Technical issues that prevented an employee from working from home for a few days were "hardly of sufficient gravity" to force him to resign, the Fair Work Commission has found.
An employer has failed to prove an executive followed through with her threats to resign, with the Fair Work Commission finding no reasonable person would have understood her words to mean she was leaving her job.
An employer's "poor and uninformed" response to a pregnant manager's working-from-home request did not amount to a constructive dismissal, the Fair Work Commission has found.
An employer has failed to prove it sacked a long-serving employee for pushing a colleague, with the Federal Circuit Court finding a "close nexus" between its decision and his workplace complaints.
A large employer designed a restructure to manage out a "difficult and litigious" senior employee who "actively and successfully" exercised her workplace rights, the Federal Circuit Court has ruled.
An employer has failed to prove a worker who had been absent for more than 12 months had abandoned his employment, with the Fair Work Commission finding he was too unwell, rather than unwilling, to return.
A casual employee who complained about being underpaid and was then punished with reduced hours had no real choice but to resign, the Fair Work Commission has ruled.
An employer did not force a worker to resign when it gave him "false hope" that he would be next in line for training and career progression opportunities, the Fair Work Commission has found.
Costly legal disputes continue to highlight the many risks employers face when managing, disciplining, or dismissing employees while they are absent, injured or incapacitated. Attend this webinar for an up-to-date review of the legal framework applying to workplace absenteeism, injury and incapacity, and lessons from recent case law.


* _How to complete this task_: Using the entries below, quote exactly the span of lines that begins with the line containing "The width and height of the screenshot is (1311, 605)." and ends with the final line.

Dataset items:
◇ ◇ ◇

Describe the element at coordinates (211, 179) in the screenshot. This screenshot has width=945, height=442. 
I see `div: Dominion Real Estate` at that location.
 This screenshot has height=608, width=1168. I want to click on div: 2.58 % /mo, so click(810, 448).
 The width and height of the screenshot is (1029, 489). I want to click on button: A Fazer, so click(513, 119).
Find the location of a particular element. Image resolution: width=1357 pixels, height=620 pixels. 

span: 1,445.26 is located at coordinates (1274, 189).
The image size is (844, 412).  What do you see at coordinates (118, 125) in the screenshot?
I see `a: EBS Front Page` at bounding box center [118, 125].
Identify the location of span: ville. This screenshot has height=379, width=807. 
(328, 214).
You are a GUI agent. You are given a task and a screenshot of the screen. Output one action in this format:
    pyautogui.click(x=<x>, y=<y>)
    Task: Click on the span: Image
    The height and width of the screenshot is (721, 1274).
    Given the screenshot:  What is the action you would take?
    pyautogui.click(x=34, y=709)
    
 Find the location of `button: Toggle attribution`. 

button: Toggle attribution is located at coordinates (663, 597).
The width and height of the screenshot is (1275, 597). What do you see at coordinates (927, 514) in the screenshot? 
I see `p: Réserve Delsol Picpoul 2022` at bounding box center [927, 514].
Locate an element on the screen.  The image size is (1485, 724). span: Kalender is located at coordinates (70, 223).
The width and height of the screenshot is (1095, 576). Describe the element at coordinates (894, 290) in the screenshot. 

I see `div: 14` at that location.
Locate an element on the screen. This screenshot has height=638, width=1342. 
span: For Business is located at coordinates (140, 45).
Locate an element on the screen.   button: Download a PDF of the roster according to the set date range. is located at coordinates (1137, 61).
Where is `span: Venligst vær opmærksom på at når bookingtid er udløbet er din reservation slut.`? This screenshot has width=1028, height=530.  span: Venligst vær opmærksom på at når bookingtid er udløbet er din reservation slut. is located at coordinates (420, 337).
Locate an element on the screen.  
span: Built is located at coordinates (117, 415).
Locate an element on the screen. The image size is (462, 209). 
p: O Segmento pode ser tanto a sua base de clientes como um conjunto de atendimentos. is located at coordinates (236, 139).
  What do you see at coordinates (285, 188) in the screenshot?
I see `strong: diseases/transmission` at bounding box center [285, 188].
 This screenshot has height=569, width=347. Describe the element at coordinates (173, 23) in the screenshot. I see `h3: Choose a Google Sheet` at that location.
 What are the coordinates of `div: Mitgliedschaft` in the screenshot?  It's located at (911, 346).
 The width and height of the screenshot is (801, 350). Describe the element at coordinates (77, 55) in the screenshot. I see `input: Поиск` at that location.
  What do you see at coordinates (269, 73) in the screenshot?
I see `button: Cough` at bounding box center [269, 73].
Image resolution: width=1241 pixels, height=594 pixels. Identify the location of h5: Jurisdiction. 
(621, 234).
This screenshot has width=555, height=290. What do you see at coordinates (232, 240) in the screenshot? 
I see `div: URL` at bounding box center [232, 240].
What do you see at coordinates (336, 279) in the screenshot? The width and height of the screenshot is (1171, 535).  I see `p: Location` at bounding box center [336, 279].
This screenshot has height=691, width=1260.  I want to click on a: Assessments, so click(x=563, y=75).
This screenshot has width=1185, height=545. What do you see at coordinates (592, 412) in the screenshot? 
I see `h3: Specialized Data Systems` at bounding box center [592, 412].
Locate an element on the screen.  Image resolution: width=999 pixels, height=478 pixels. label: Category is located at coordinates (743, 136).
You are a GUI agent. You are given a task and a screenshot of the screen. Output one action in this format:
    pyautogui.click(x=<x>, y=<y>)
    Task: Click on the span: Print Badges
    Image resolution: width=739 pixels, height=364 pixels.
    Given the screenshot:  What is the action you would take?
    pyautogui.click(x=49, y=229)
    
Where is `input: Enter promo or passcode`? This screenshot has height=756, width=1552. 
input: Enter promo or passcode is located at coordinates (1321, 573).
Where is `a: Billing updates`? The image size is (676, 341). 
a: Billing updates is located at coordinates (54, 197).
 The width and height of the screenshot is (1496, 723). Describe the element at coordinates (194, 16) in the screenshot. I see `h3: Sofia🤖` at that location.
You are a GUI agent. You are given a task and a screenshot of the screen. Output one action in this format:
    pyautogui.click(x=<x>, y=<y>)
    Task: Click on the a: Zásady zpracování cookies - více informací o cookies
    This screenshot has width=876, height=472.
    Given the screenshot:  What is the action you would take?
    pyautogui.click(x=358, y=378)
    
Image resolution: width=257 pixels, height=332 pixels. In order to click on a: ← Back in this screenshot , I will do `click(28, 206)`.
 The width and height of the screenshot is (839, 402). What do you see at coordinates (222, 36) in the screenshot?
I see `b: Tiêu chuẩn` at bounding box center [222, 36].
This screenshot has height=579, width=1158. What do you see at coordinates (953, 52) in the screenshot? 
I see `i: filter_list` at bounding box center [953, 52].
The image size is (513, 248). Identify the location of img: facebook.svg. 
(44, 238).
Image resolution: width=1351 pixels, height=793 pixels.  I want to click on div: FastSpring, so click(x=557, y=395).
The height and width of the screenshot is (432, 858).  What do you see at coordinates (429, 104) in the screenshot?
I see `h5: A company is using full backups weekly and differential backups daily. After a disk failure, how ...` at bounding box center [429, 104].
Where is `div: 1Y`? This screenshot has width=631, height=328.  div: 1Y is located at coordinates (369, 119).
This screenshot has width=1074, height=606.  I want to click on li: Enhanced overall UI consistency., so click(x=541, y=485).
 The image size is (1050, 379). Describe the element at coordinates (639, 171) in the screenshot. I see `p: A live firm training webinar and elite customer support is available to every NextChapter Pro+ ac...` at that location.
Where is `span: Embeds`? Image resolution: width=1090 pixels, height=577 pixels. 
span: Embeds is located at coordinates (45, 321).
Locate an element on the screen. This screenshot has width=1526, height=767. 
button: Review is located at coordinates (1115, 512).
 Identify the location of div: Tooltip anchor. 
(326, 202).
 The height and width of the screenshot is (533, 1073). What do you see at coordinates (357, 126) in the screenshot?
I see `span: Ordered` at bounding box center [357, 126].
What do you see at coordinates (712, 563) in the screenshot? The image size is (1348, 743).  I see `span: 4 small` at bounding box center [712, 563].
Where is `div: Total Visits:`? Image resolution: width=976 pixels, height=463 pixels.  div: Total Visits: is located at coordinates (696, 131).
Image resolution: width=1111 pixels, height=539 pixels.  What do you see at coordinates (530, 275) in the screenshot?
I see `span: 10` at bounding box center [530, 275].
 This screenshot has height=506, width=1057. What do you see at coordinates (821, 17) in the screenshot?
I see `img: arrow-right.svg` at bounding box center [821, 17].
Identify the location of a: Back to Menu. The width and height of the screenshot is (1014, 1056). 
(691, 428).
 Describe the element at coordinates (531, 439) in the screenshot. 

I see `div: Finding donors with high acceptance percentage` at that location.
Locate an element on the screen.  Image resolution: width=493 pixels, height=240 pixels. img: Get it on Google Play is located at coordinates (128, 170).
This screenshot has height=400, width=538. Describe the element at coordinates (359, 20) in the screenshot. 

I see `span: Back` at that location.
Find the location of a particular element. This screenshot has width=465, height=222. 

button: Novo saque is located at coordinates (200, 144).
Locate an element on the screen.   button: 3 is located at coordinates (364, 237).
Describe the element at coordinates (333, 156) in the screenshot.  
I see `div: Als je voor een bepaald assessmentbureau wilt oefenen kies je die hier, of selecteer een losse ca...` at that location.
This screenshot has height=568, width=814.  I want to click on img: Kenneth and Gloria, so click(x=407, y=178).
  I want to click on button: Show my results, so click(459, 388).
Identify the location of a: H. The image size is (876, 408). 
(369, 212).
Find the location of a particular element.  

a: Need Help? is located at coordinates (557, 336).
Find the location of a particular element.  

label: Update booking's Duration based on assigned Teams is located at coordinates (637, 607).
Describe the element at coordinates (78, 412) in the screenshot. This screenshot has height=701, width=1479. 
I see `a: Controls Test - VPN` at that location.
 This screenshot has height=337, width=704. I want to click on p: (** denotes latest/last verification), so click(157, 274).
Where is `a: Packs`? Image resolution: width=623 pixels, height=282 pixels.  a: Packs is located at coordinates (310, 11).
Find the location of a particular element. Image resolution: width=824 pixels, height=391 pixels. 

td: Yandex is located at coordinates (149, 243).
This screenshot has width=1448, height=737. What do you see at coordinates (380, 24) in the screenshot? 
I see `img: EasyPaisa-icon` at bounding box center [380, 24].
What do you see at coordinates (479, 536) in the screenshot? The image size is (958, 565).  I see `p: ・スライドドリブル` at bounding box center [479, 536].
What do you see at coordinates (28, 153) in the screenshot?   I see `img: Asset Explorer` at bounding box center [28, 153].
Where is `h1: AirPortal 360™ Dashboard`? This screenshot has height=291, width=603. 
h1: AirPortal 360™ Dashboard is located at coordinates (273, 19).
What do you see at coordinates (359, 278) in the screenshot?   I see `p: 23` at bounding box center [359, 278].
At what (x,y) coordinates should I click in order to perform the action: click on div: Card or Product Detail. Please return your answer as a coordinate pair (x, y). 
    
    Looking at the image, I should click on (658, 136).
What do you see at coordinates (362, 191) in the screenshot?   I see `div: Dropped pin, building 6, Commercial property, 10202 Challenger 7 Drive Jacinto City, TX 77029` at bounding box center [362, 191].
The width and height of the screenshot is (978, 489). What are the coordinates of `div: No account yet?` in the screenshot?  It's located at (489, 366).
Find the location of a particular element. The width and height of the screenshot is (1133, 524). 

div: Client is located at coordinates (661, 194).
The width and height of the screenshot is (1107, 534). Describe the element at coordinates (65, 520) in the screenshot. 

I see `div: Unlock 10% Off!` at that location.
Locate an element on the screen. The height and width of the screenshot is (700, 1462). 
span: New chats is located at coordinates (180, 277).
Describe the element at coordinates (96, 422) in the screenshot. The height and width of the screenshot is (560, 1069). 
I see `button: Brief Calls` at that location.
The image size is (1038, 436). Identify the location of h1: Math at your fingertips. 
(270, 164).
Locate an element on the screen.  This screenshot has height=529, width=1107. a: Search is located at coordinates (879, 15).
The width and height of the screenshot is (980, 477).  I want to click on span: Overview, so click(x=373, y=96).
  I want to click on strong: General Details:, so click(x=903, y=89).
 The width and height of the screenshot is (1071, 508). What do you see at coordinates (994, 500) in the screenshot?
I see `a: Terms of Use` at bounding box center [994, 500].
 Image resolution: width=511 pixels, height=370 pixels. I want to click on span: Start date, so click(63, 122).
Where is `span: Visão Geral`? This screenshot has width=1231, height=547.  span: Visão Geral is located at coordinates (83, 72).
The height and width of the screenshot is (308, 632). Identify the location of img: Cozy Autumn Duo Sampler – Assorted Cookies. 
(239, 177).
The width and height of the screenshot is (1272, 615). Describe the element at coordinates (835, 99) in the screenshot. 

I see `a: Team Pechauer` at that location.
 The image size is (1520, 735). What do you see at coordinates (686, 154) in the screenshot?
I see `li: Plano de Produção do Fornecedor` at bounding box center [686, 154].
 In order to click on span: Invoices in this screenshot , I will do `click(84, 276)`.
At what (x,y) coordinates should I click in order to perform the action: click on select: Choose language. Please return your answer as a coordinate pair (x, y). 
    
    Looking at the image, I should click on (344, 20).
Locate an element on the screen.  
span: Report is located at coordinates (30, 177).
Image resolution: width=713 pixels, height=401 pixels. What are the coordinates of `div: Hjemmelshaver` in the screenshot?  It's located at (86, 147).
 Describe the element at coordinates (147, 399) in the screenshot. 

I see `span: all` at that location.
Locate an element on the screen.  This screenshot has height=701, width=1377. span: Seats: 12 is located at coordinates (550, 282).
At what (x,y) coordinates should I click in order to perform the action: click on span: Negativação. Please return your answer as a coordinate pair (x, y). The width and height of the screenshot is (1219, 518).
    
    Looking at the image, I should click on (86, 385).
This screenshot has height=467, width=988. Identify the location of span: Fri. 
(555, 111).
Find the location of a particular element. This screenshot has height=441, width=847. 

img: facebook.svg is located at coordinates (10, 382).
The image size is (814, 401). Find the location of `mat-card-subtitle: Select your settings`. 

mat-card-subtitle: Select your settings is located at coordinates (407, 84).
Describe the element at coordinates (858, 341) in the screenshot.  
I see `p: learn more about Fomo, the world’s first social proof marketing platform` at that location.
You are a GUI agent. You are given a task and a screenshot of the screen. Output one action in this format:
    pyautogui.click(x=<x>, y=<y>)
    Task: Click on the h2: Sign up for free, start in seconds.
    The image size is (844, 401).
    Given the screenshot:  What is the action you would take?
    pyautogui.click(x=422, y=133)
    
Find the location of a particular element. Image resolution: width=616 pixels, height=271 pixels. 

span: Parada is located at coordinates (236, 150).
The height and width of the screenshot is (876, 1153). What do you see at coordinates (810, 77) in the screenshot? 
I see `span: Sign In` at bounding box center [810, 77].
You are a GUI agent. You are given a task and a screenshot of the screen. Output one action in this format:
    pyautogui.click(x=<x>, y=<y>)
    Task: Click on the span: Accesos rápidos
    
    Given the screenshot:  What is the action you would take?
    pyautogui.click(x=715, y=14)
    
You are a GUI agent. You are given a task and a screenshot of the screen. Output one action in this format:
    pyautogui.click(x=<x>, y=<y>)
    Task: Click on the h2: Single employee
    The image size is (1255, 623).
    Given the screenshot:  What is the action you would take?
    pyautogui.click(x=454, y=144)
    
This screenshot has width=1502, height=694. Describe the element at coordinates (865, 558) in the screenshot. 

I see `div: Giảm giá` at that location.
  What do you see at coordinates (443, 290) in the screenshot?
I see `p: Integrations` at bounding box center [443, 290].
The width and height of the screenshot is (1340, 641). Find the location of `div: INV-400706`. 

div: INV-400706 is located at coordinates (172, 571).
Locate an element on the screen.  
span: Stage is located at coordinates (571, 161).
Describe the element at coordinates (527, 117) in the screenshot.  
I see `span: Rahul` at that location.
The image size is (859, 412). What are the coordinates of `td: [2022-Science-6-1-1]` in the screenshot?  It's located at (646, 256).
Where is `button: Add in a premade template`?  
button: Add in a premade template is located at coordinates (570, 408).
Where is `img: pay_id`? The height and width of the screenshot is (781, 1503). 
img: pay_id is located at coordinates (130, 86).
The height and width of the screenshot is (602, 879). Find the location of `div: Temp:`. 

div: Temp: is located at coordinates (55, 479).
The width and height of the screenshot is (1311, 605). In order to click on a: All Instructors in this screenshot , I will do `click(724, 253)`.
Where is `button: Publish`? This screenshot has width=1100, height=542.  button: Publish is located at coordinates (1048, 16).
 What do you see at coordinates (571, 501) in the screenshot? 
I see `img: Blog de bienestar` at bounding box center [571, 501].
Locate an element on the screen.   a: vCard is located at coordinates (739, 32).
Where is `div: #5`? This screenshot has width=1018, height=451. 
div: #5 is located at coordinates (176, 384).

◇ ◇ ◇

* _Solution_:
The width and height of the screenshot is (1311, 605). In order to click on a: All Instructors in this screenshot , I will do `click(724, 253)`.
Where is `button: Publish`? This screenshot has width=1100, height=542.  button: Publish is located at coordinates (1048, 16).
 What do you see at coordinates (571, 501) in the screenshot? 
I see `img: Blog de bienestar` at bounding box center [571, 501].
Locate an element on the screen.   a: vCard is located at coordinates (739, 32).
Where is `div: #5`? This screenshot has width=1018, height=451. 
div: #5 is located at coordinates (176, 384).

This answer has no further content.